Judges have selected the five finalists for the 2024 PEN/Faulkner Award for Fiction, America’s most prestigious peer-juried literary prize. The finalists are Witness by Jamel Brinkley (Farrar, Straus and Giroux), Open Throat by Henry Hoke (MCD), What Happened to Ruthy Ramirez by Claire Jiménez (Grand Central), Absolution by Alice McDermott (Farrar, Straus and Giroux), and Users by Colin Winnette (Soft Skull).
“With an astonishingly varied range of protagonists—the ghosts of New York City, U.S. military wives in wartime Saigon, Staten Island Latinas, a virtual reality designer, and a mountain lion living under the Hollywood sign—this year’s finalists offer definitive proof that fiction, to invoke Walt Whitman, contains multitudes,” said PEN/Faulkner Awards Committee chair Louis Bayard. “We can’t wait to celebrate these gifted authors and their unique contributions to our art form.”
This year’s judges—Xochitl Gonzalez, Alan Michael Parker, and Lynn Steger Strong—considered 445 eligible novels and short story collections by American authors published in the US during the 2023 calendar year. Submissions came from 183 publishing houses, including independent and academic presses.
Gonzalez, Parker, and Strong prepared the following statement: “In addition to spectacular craft and exquisite prose, what captivated us about each of these books was their humanity, empathy, and deep insight into what it means to be alive in this particular moment. They not only mirror the world back to us, they offer new ways of seeing, new ways of wondering about what else life and art might be. Noteworthy, too, is the pleasure of each: immersive and transporting, these books offered worlds, characters, and stories we still yearned for long after we’d turned the last page.”
The “first among equals” winner, who will receive $15,000, will be announced in early April. The remaining four finalists will each receive an honorarium of $5,000. All five authors—along with this year’s PEN/Faulkner Literary Champion—will be honored on May 2 at the 44th Anniversary PEN/Faulkner Award Celebration, to be held at the Martin Luther King, Jr Memorial Library in Washington, DC.
ABOUT THE AUTHORS
Jamel Brinkley is the author of A Lucky Man, which won the Ernest J. Gaines Award for Literary Excellence and was a finalist for the National Book Award, the John Leonard Prize, and the Hurston/Wright Legacy Award.

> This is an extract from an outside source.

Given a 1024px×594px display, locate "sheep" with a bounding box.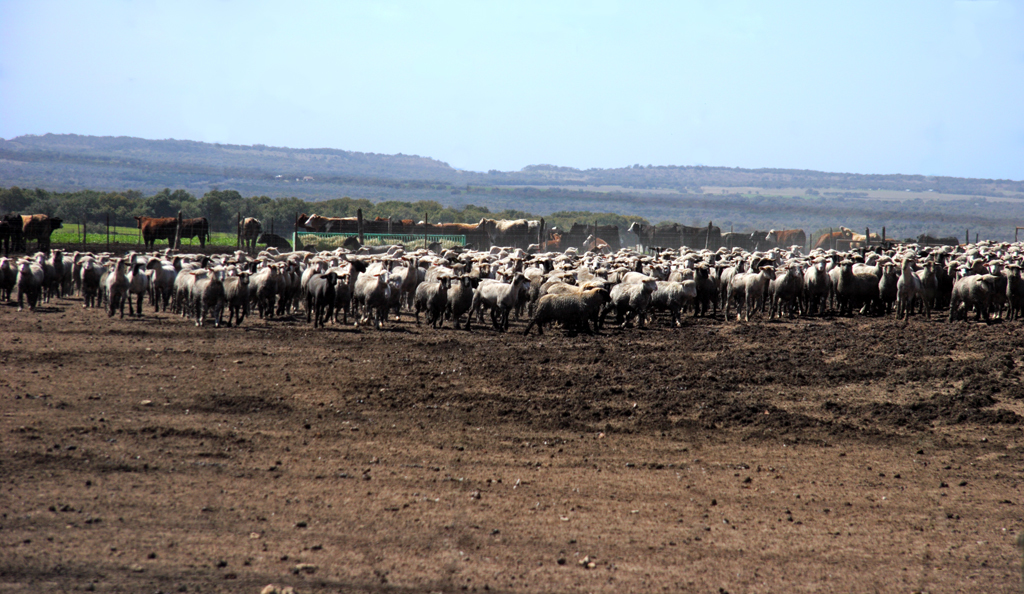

His work has appeared in The Paris Review, A Public Space, Ploughshares, and The Best American Short Stories. He was raised in the Bronx and Brooklyn and currently teaches at the Iowa Writers’ Workshop.
Henry Hoke is an editor at The Offing and a writer whose work has appeared in No Tokens, Triangle House, Electric Literature, and the flash noir anthology Tiny Crimes. He co-created the performance series Enter>text in Los Angeles, and has taught at CalArts and the UVA Young Writers Workshop. He lives in New York City.
Claire Jiménez is a Puerto Rican writer who grew up in Brooklyn and Staten Island, New York. She is the author of the short story collection Staten Island Stories (Johns Hopkins Press, 2019) and What Happened to Ruthy Ramirez (Grand Central, 2023). She received her M.F.A. from Vanderbilt University and her PhD in English with specializations in Ethnic Studies and Digital Humanities from the University of Nebraska–Lincoln. In 2019, she co-founded the Puerto Rican Literature Project, a digital archive documenting the lives and work of hundreds of Puerto Rican writers from over the last century. Currently, she is an Assistant Professor of English and African American Studies at the University of South Carolina.
Alice McDermott is the author of nine novels, all published by FSG, including Charming Billy, winner of the National Book Award, and That Night, At Weddings and Wakes, and After This, which were finalists for the Pulitzer Prize. She is also the author of the essay collection What About the Baby?: Some Thoughts on the Art of Fiction. Her stories and essays have appeared in The New York Times, The Washington Post, The New Yorker, Harper’s Magazine, and other publications. She lives outside Washington, DC.
Colin Winnette’s books include Coyote, Haints Stay, and The Job of the Wasp, which was an American Booksellers Association’s Indie Next Pick. Winnette’s writing has appeared in numerous publications, including Playboy, McSweeney’s, The Believer, and The Paris Review Daily. A former bookseller in Texas, Vermont, New York, and California, he is now a writer living in San Francisco.